Medina’s poor form on his backhand had been all the more shocking considering he’d just come off the back of two World Tour event wins in the past six months (on debut, Medina having qualified during the mid-year change over). The hype on the kid was stupendous, and the world rushed to feather his scrotum, peel his grapes and fan him with palm fronds. Especially considering both wins had come in left beach breaks in which Medina could simply execute his patented ultra-corked frontside air reverse over and over and over until they… nope they’re still amazing.

But come Snapper, it looked like he’d forgotten to learn how to go the other way. And yet today it happened: he beat three of the best surfers to ever surf Snapper (Mick Fanning, Taj and Parko), a group who count between them four World Titles and six Quiksilver Pro Gold Coast victories, and who more importantly, are all natural footers. He did it against all the odds, on two occasions taking off without priority in the dying stages of the heat to get scores in the excellent range. It was gritty, clutch surfing, but on top of that, it displayed beautiful technique, as Medina relentlessly and critically smashed the Snapper coping with what was a backhand shaved sharp as a razor. There will be those crying foul over the victory, who will claim Medina wasn’t getting barreled whereas Parko was and that Medina shunned the Behind the Rock Showdown altogether. But understand this: surfing Behind the Rock Snapper on your backhand on a day like this might well be impossible. I’ve never heard of or seen a guy able to deal with Snapper backside on a day like today, and I’d be pretty well positive Parko wouldn’t be able to either if his stance was switched. Luke Egan might tell you he can do it, but he’d be lying. It was a test of the ASP judges, no doubt, matching two very different strategies and two fundamentally different approaches to the wave, but the panel of five international adjudicators went with the Brazilian. Who am I to argue?

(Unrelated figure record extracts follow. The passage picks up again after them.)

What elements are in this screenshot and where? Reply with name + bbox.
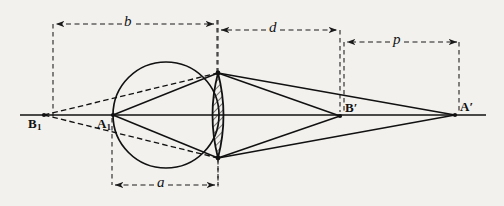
dot-a1 [111,113,115,117]
optical-ray-diagram-figure: B1 A1 B′ A′ b d p a [0,0,504,206]
dot-b1 [42,113,46,117]
biconvex-lens [213,73,224,158]
dot-bprime [338,114,342,118]
ray-lens-top-to-bprime [218,73,340,116]
dot-lens-top [216,71,221,76]
ray-lens-top-to-aprime [218,73,455,115]
ray-b1-to-lens-top [44,73,218,115]
point-label-a1: A1 [97,117,111,132]
point-label-a-prime: A′ [460,100,473,113]
dot-aprime [453,113,457,117]
diagram-canvas [0,0,504,206]
ray-b1-to-lens-bottom [44,115,218,158]
ray-lens-bottom-to-bprime [218,116,340,158]
dimension-label-p: p [393,32,401,47]
ray-lens-bottom-to-aprime [218,115,455,158]
point-label-b-prime: B′ [345,101,358,114]
point-label-b1: B1 [28,117,42,132]
dimension-label-b: b [124,14,132,29]
dimension-label-d: d [269,20,277,35]
dot-lens-bottom [216,156,221,161]
dimension-label-a: a [157,175,165,190]
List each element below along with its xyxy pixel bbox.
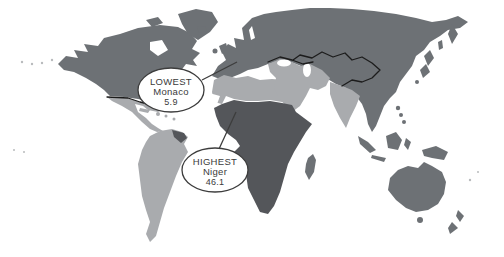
region-nz-south [448, 222, 458, 234]
black-sea [277, 60, 291, 67]
region-japan-kyushu [420, 64, 430, 78]
highest-country: Niger [203, 166, 227, 177]
region-philippines-3 [402, 120, 406, 124]
lowest-country: Monaco [153, 86, 189, 97]
region-ireland [213, 49, 218, 54]
region-java [371, 155, 386, 162]
highest-value: 46.1 [206, 177, 225, 187]
region-sulawesi [404, 138, 411, 150]
region-australia [388, 162, 446, 212]
region-sumatra [358, 136, 376, 153]
region-hispaniola [156, 112, 160, 116]
region-madagascar [305, 154, 316, 180]
region-south-america [138, 129, 188, 242]
region-new-guinea [422, 146, 448, 160]
region-nz-north [456, 210, 464, 222]
lowest-value: 5.9 [164, 97, 177, 107]
region-puerto-rico [165, 115, 168, 118]
region-tasmania [417, 217, 423, 223]
region-philippines-1 [396, 106, 400, 110]
region-sakhalin [438, 40, 443, 50]
region-borneo [386, 132, 402, 150]
world-map-figure: LOWEST Monaco 5.9 HIGHEST Niger 46.1 [0, 0, 504, 257]
region-japan-honshu [424, 50, 434, 66]
region-antilles [173, 118, 176, 121]
caspian-sea [303, 63, 311, 77]
region-japan-island [415, 80, 419, 84]
region-philippines-2 [399, 113, 403, 117]
world-map-svg: LOWEST Monaco 5.9 HIGHEST Niger 46.1 [0, 0, 504, 257]
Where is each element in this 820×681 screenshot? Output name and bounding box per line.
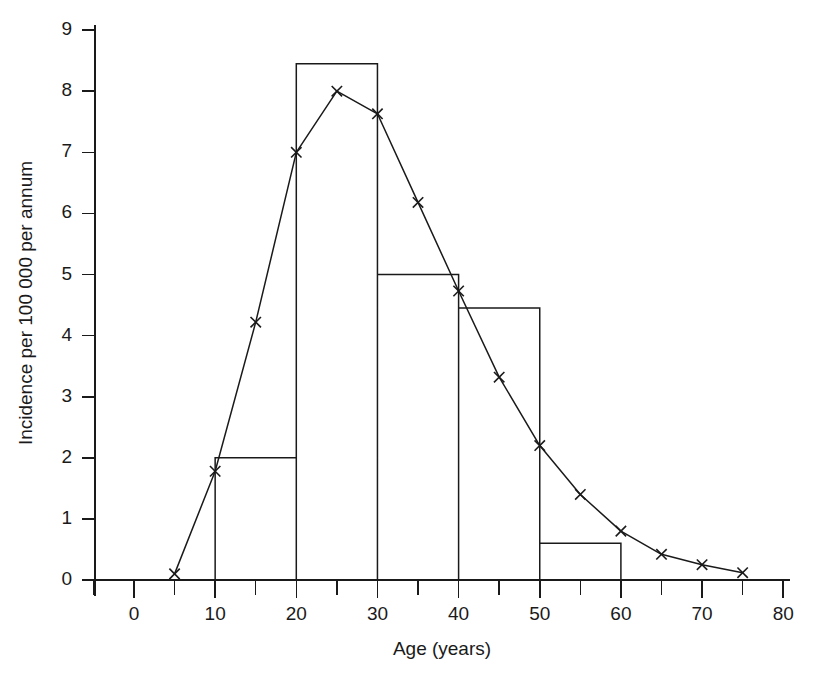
y-tick-label: 0 xyxy=(61,568,72,589)
incidence-age-chart: 0123456789 01020304050607080 Incidence p… xyxy=(0,0,820,681)
y-tick-label: 1 xyxy=(61,507,72,528)
y-tick-label: 5 xyxy=(61,263,72,284)
data-point-marker xyxy=(616,526,626,536)
y-tick-label: 4 xyxy=(61,324,72,345)
x-tick-label: 40 xyxy=(448,603,469,624)
y-tick-label: 8 xyxy=(61,79,72,100)
y-tick-label: 7 xyxy=(61,140,72,161)
x-tick-label: 50 xyxy=(529,603,550,624)
data-point-marker xyxy=(169,569,179,579)
x-tick-label: 60 xyxy=(610,603,631,624)
y-tick-label: 2 xyxy=(61,446,72,467)
x-tick-label: 70 xyxy=(691,603,712,624)
y-axis-ticks xyxy=(82,30,95,580)
data-point-marker xyxy=(656,549,666,559)
x-tick-label: 30 xyxy=(367,603,388,624)
x-axis-ticks-major xyxy=(134,580,783,598)
chart-canvas: 0123456789 01020304050607080 Incidence p… xyxy=(0,0,820,681)
y-tick-label: 9 xyxy=(61,18,72,39)
data-point-marker xyxy=(413,197,423,207)
data-point-marker xyxy=(494,372,504,382)
x-axis-tick-labels: 01020304050607080 xyxy=(129,603,794,624)
x-tick-label: 10 xyxy=(205,603,226,624)
data-point-marker xyxy=(575,489,585,499)
x-axis-ticks-minor xyxy=(93,580,742,596)
x-tick-label: 0 xyxy=(129,603,140,624)
data-point-marker xyxy=(332,86,342,96)
y-axis-title: Incidence per 100 000 per annum xyxy=(15,161,36,445)
data-point-marker xyxy=(251,317,261,327)
histogram-bars xyxy=(215,64,621,580)
x-tick-label: 80 xyxy=(773,603,794,624)
x-axis-title: Age (years) xyxy=(393,638,491,659)
y-tick-label: 6 xyxy=(61,201,72,222)
x-tick-label: 20 xyxy=(286,603,307,624)
y-axis-tick-labels: 0123456789 xyxy=(61,18,72,589)
y-tick-label: 3 xyxy=(61,385,72,406)
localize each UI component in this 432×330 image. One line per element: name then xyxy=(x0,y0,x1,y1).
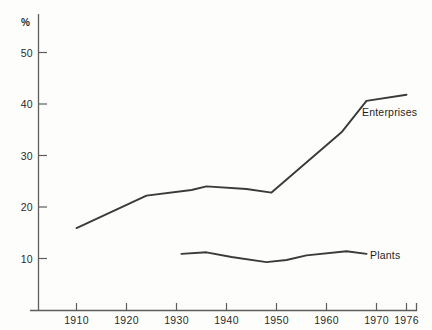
y-axis-unit-label: % xyxy=(21,17,30,28)
y-tick-label: 10 xyxy=(21,253,33,265)
x-tick-label: 1950 xyxy=(264,314,289,326)
x-tick-label: 1930 xyxy=(164,314,189,326)
x-tick-label: 1940 xyxy=(214,314,239,326)
series-label-enterprises: Enterprises xyxy=(362,106,417,118)
series-line-enterprises xyxy=(77,95,407,228)
y-tick-label: 30 xyxy=(21,150,33,162)
x-tick-label: 1970 xyxy=(364,314,389,326)
y-tick-label: 50 xyxy=(21,47,33,59)
x-tick-label: 1976 xyxy=(394,314,419,326)
y-tick-label: 40 xyxy=(21,98,33,110)
x-tick-label: 1960 xyxy=(314,314,339,326)
series-line-plants xyxy=(182,251,367,262)
line-chart: % 50 40 30 20 10 1910 1920 1930 1940 xyxy=(0,0,432,330)
series-label-plants: Plants xyxy=(370,249,400,261)
x-tick-label: 1920 xyxy=(114,314,139,326)
y-tick-group: 50 40 30 20 10 xyxy=(21,47,47,265)
chart-canvas: % 50 40 30 20 10 1910 1920 1930 1940 xyxy=(0,0,432,330)
y-tick-label: 20 xyxy=(21,201,33,213)
x-tick-label: 1910 xyxy=(64,314,89,326)
x-tick-group: 1910 1920 1930 1940 1950 1960 1970 1976 xyxy=(64,303,419,326)
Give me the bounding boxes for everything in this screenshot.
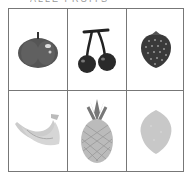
strawberry-icon bbox=[139, 30, 173, 70]
lemon-icon bbox=[139, 108, 173, 156]
tomato-icon bbox=[16, 30, 60, 70]
grid-cell-strawberry[interactable] bbox=[127, 9, 185, 91]
bananas-icon bbox=[13, 112, 63, 152]
header-text: ALLE FRUITS bbox=[30, 0, 170, 2]
grid-cell-lemon[interactable] bbox=[127, 91, 185, 173]
fruit-grid bbox=[8, 8, 184, 172]
grid-cell-pineapple[interactable] bbox=[68, 91, 126, 173]
pineapple-icon bbox=[78, 99, 116, 165]
grid-cell-bananas[interactable] bbox=[9, 91, 67, 173]
cherries-icon bbox=[74, 26, 120, 74]
grid-cell-cherries[interactable] bbox=[68, 9, 126, 91]
grid-cell-tomato[interactable] bbox=[9, 9, 67, 91]
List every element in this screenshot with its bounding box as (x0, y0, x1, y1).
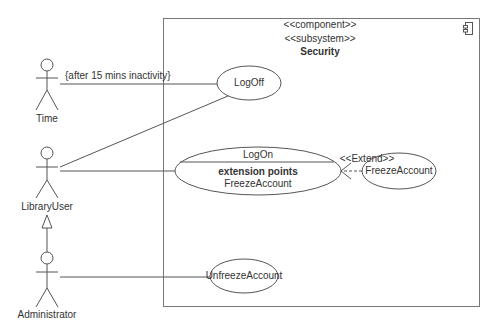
subsystem-name: Security (300, 46, 339, 58)
usecase-unfreeze-label: UnfreezeAccount (206, 270, 283, 282)
extension-point-freeze: FreezeAccount (224, 178, 291, 190)
constraint-label: {after 15 mins inactivity} (65, 70, 171, 82)
actor-administrator-figure (36, 252, 58, 307)
actor-library-user-label: LibraryUser (21, 201, 73, 213)
generalization-arrowhead (42, 215, 52, 228)
usecase-logon-label: LogOn (243, 149, 273, 161)
actor-time-label: Time (36, 113, 58, 125)
extension-points-title: extension points (218, 166, 297, 178)
actor-administrator-label: Administrator (18, 309, 77, 321)
usecase-logoff-label: LogOff (234, 77, 264, 89)
stereotype-component: <<component>> (284, 19, 357, 31)
usecase-freeze-label: FreezeAccount (365, 165, 432, 177)
actor-time-figure (36, 59, 58, 110)
actor-library-user-figure (36, 147, 58, 198)
component-icon (464, 23, 473, 35)
extend-stereotype-label: <<Extend>> (340, 153, 395, 165)
stereotype-subsystem: <<subsystem>> (284, 33, 355, 45)
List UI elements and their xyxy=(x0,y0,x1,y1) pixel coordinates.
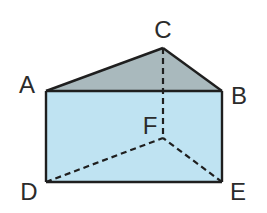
vertex-label-f: F xyxy=(143,112,158,139)
vertex-label-d: D xyxy=(20,178,37,205)
vertex-label-e: E xyxy=(230,178,246,205)
vertex-label-b: B xyxy=(231,82,247,109)
front-face-abed xyxy=(46,91,222,182)
vertex-label-a: A xyxy=(19,71,35,98)
triangular-prism-diagram: C A B F D E xyxy=(0,0,267,213)
top-face-acb xyxy=(46,48,222,91)
vertex-label-c: C xyxy=(154,16,171,43)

How he turned his greatest weakness into his greatest strength in this short amount of time is quite simple, actually. He wants it baaad. Hailing from a working class family of four from the Brazilian biggish wave spot of Maresia, Sao Paulo, he has traveled the world since 15, paid for with the meager takings from his father’s humble surf shop. He is driven to progress more than you could imagine, as I found out the day after that first loss at Snapper when I travelled with him to watch him surf Stradbroke Island (north of Coolangatta). He surfed for five and a half straight hours, all the way through the baking midday heat, tirelessly whipping himself into wave after wave and putting that backhand too work. What you saw today was two year’s worth of that. The Brazilians have arrived… for real, this time. They were on fire this event – Medina, De Souza and Pupo – two of them putting on backside displays equal to any seen at Snapper.